Building Your Team

The mantra for having a healthy, engaged, effective board of directors is Build, Maintain, Sustain, Celebrate.  Adopting and following this mantra establishes the foundation for the sustainability of your agency because once you have acquired new board members, they will stay with your agency throughout their board terms. 

Building the board is one of the most important responsibilities for any board of directors.  Imagine that you are building a team.  As with every sports team, there is a certain role for each of the players.  I think of soccer with the forwards, the halfback, defenders, and lastly the goalie… a full team that requires different skills, strengths, and perspectives to create solid forward movement.

Thinking of each board member as bringing a specific talent to the board helps define whom you might consider.  There is a process for this and, when followed, it allows you to build a board for now and populate a list of potential candidates for future board positions.

Define the Profile 

You need to create a profile of the candidates that best fit your current and long-term needs. Creating a Board Matrix of the skills, knowledge, diversity, and perspectives that are needed to be most effective for your agency to assist in facing the issues of the agency gives you great insight into the full picture of qualifications of what is needed.  Using your board matrix allows you to plot current board members, analyze the vacant spots, and ask yourself what is needed now.  This is the basis for building the profile of who would be a potential candidate for the board. Is it someone well-connected, brings greater ethnic diversity and perspective, is a fundraiser, a financial wizard, or has age and gender qualifications?  Using your board matrix will give you a visual representation of what is needed.

In addition to the Board Matrix, the board must spend time identifying, clarifying, and prioritizing the issues that the agency currently faces.  For example, if the most pressing issue is that your agency needs to expand to a bigger space, or buy a building then feasibly an architect or real estate investor might be a piece of the profile being created to fill one of the open positions on your board.

One last piece of the profile is passion.  The précis of the potential ‘team’ member must include that zeal, that enthusiasm, and commitment to meeting your mission and vision.

Typically, a board will create a Nominating Committee that is tasked with using the profile to identify potential members. It is the Board that self-perpetuates itself, so all Board members need to be aware of people in the community or within their own business or personal setting that might fit the board profile.  These names can be submitted to the Nominating Committee for review and then possible cultivation.  Board members are the main source of potential members, so each board member will play a part in the identification, recruitment, and cultivation process.

Cultivation

You have created a list of potential names and now is the time to determine if the potential candidate has an interest in your agency.  If a board member knows the candidate then they are the best person to begin building that agency connection.  If the candidate does become a board member, then that initial relationship becomes the basis for a stronger rapport with the agency and supports retaining that person as a member over time.  Approaching a potential board candidate is always a tricky matter because, at this point, you are NOT inviting the person onto the board.  The best way to initiate the conversation is to ask: “would you consider joining the XYZ Board of Directors.”  Politely make it clear that this is a fact-finding conversation to judge their interest only.

If there is interest, the candidate is invited to an informal meeting, perhaps coffee or a glass of wine, to discuss the agency, its mission, and purpose, and most importantly the role of a board member.  It is extremely important at this first meeting to be as transparent as possible and inform the candidate of any issues that the agency is facing as well as why this candidate would be a great team member for your board.

Each month, the Nominating Committee should report to the board on who is in the pipeline to join the board and ensure that there is no cause for alarm that any one board member does not find the candidate appropriate.  This would halt the nominating process until any issues can be resolved.

There are several further steps that cultivation can take.  Other board members can meet the candidate or the candidate can be invited to visit the program or an event sponsored by the agency.  The point is to show the candidate how they can be involved and the commitment that is necessary to join and serve on your board of directors.

If the candidate is not interested, or this is not the right time for them, then acknowledge that, and thank them for participating in the process to date.  If the candidate is interested and understands the roles and responsibilities that they would be assuming, then take the recommendation to the full board for a vote. 

Invitation to join the Board

Once the board has voted its approval of the candidate than either the board member who made the nomination, the Nominating Committee chair, or the Board Chair should extend an official invitation to join the Board.

The next piece of the healthy board mantra is Maintaining the Board and that process begins with Orientation, which is the subject of the next blog.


## What to produce:
Would you restate every entry below word for word? Leave out the pictures.
****************************************
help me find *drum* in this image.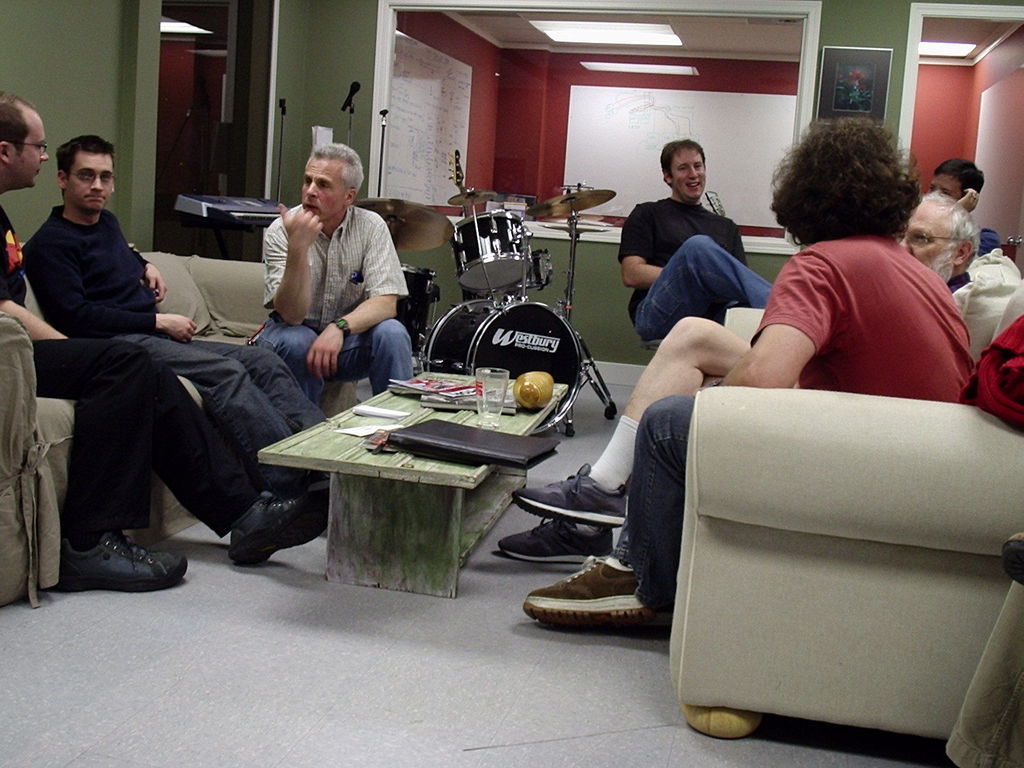
Found it: box(456, 209, 533, 294).
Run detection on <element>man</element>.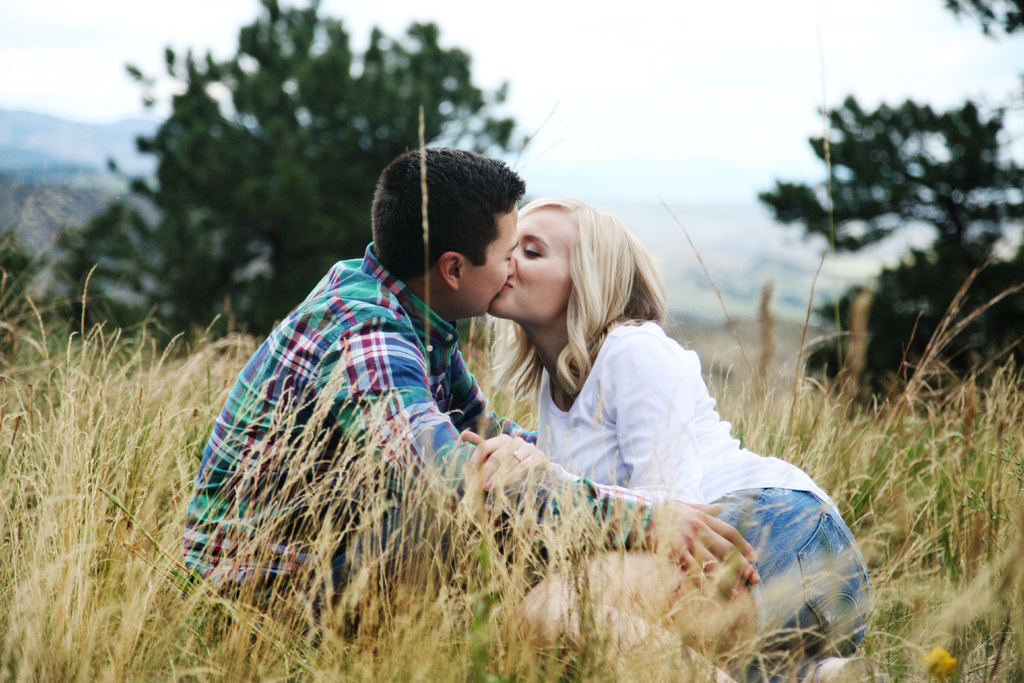
Result: [x1=184, y1=132, x2=694, y2=632].
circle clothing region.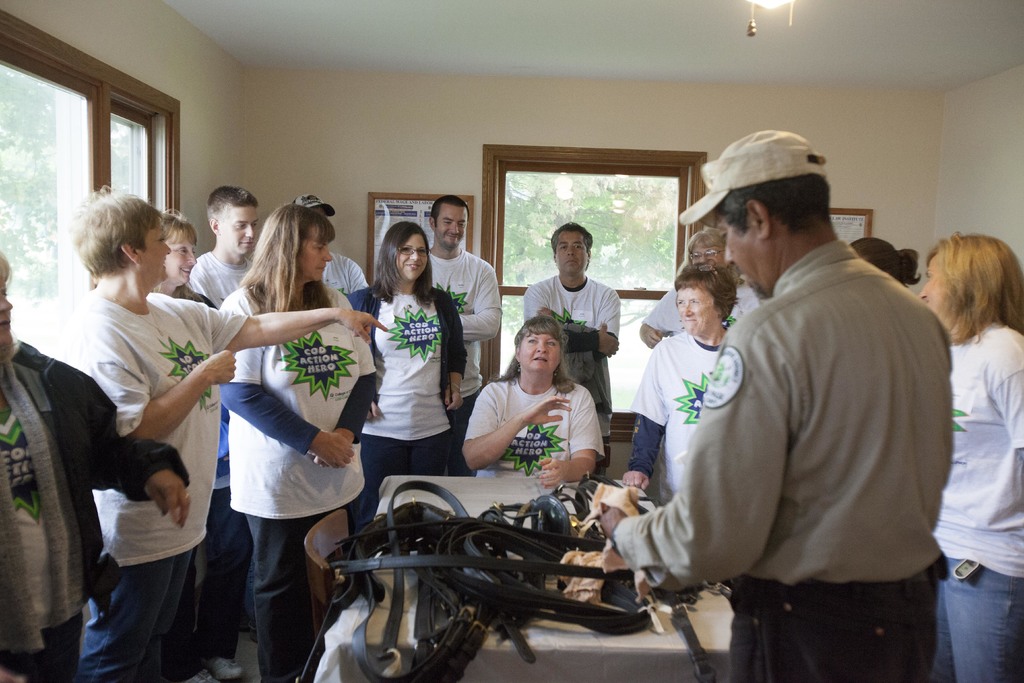
Region: rect(934, 317, 1023, 682).
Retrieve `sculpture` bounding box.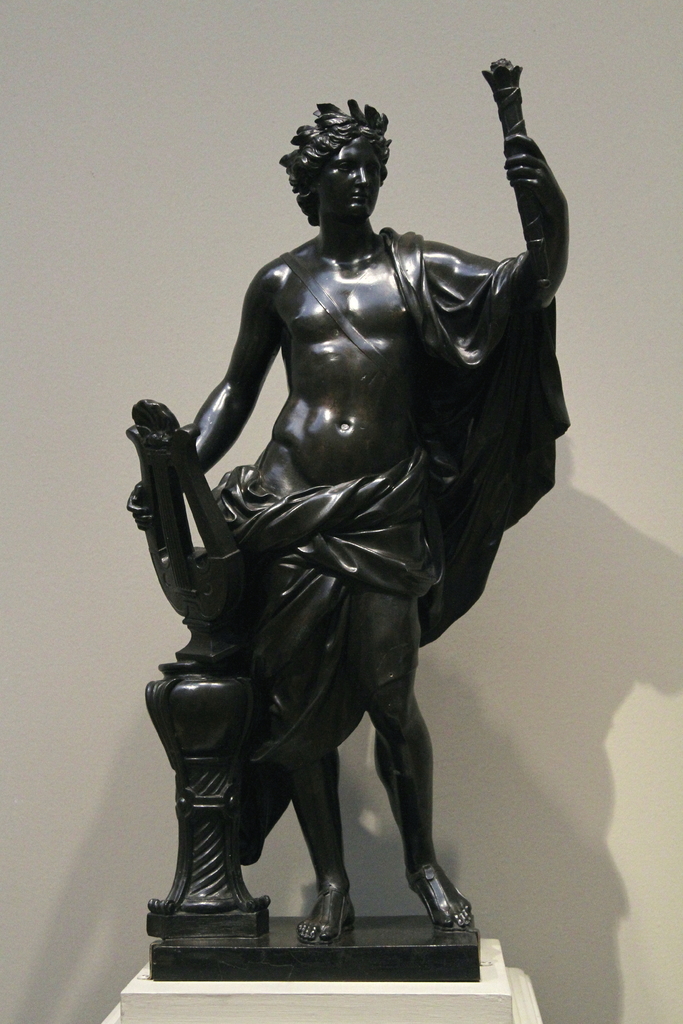
Bounding box: x1=120 y1=78 x2=584 y2=976.
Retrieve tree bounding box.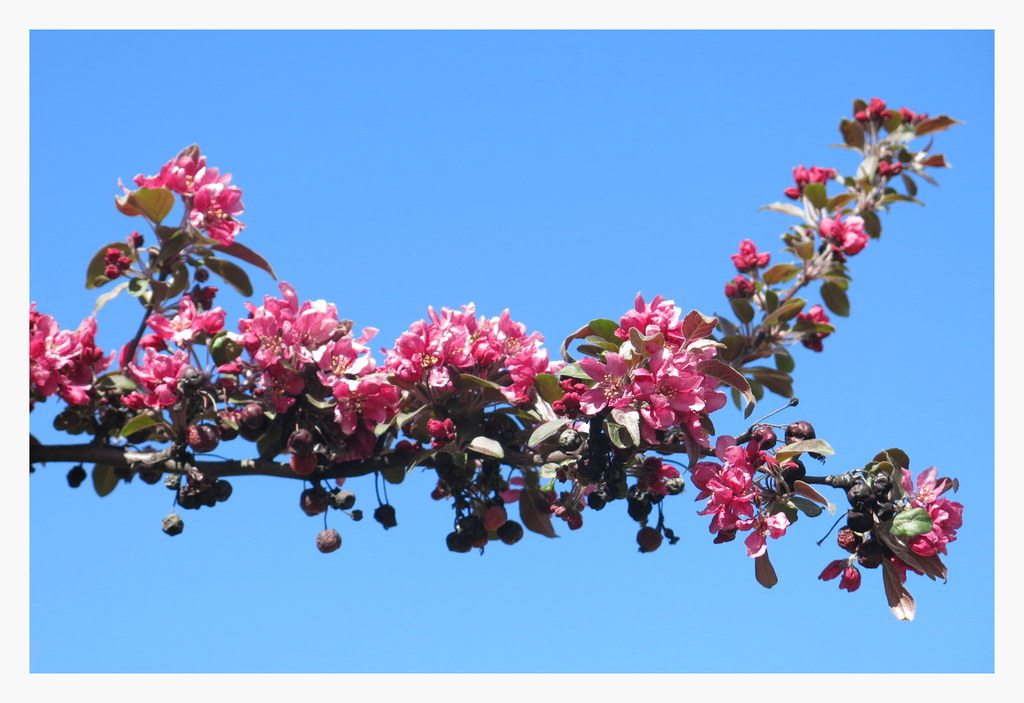
Bounding box: box=[33, 56, 993, 661].
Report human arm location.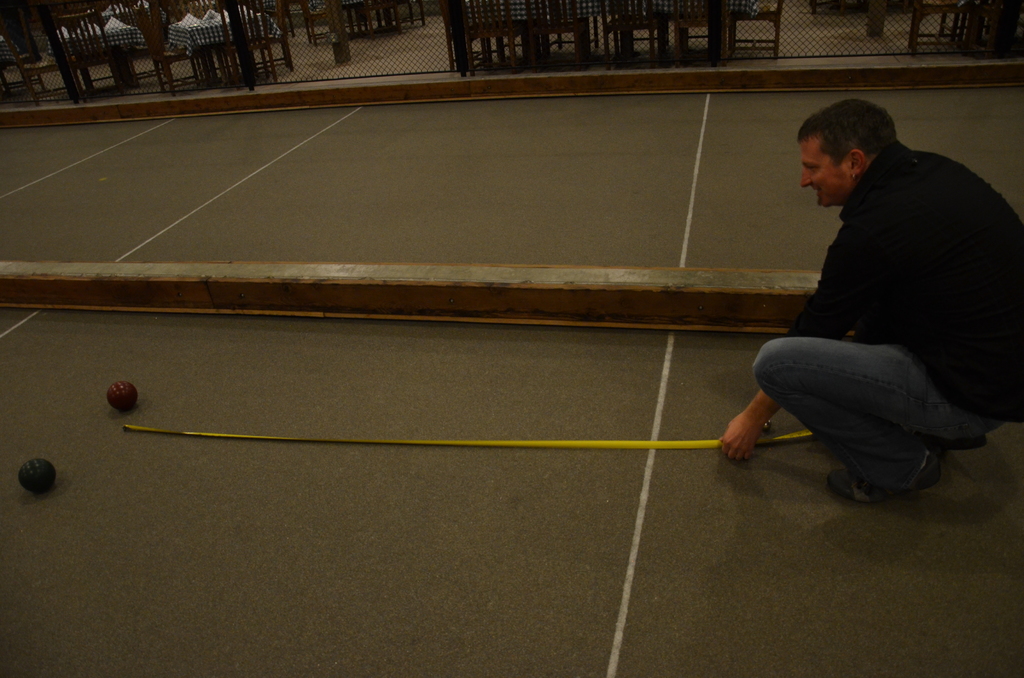
Report: [left=713, top=211, right=851, bottom=462].
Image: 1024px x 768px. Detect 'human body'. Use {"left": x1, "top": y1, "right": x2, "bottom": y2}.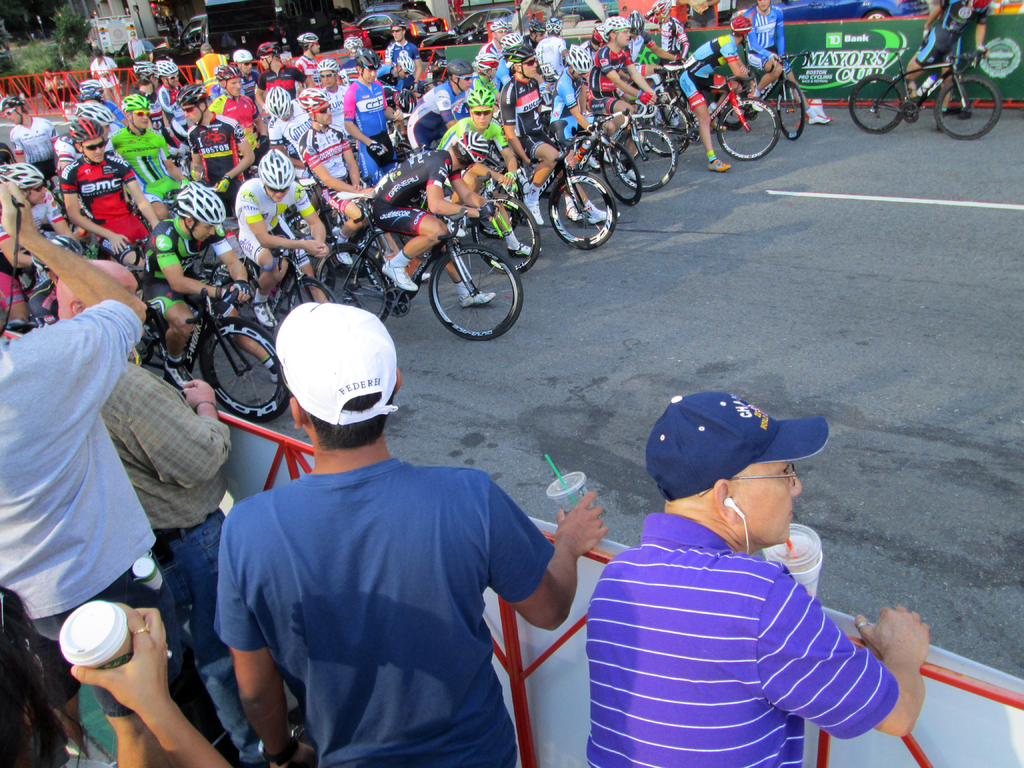
{"left": 62, "top": 335, "right": 248, "bottom": 755}.
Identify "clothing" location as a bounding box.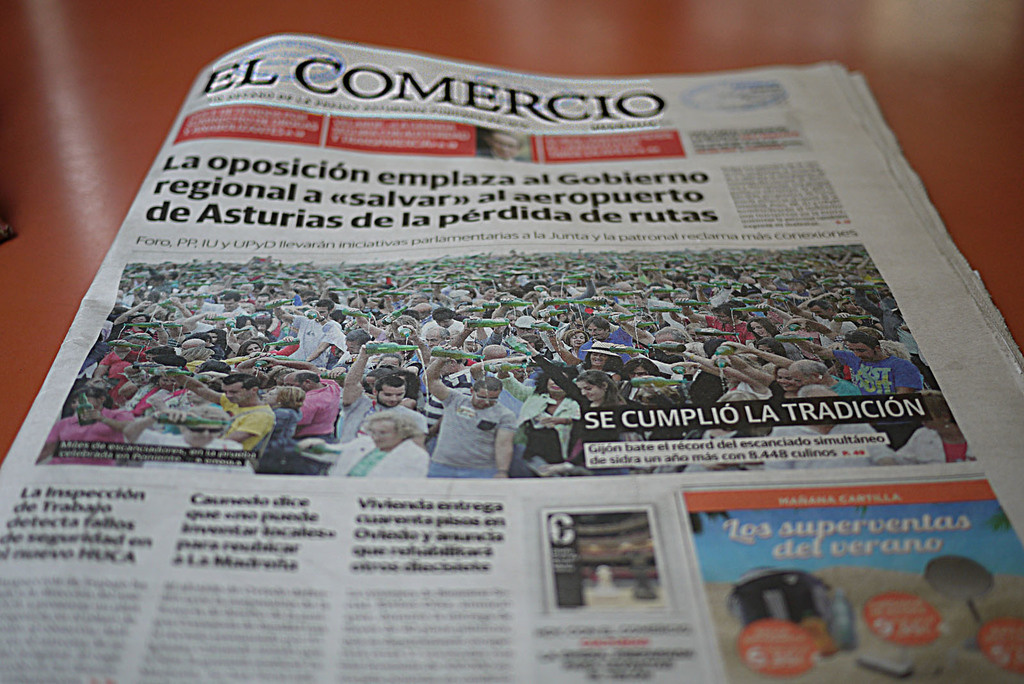
{"x1": 145, "y1": 420, "x2": 252, "y2": 472}.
****************************************
## Exercise response:
help me find *drum* in this image.
Found it: box(456, 209, 533, 294).
Run detection on <element>man</element>.
Result: [x1=184, y1=132, x2=694, y2=632].
circle clothing region.
Region: rect(934, 317, 1023, 682).
Retrieve `sculpture` bounding box.
Bounding box: x1=120 y1=78 x2=584 y2=976.
Retrieve tree bounding box.
Bounding box: box=[33, 56, 993, 661].
Report human arm location.
Report: [left=713, top=211, right=851, bottom=462].
Image: 1024px x 768px. Detect 'human body'. Use {"left": x1, "top": y1, "right": x2, "bottom": y2}.
{"left": 62, "top": 335, "right": 248, "bottom": 755}.
Identify "clothing" location as a bounding box.
{"x1": 145, "y1": 420, "x2": 252, "y2": 472}.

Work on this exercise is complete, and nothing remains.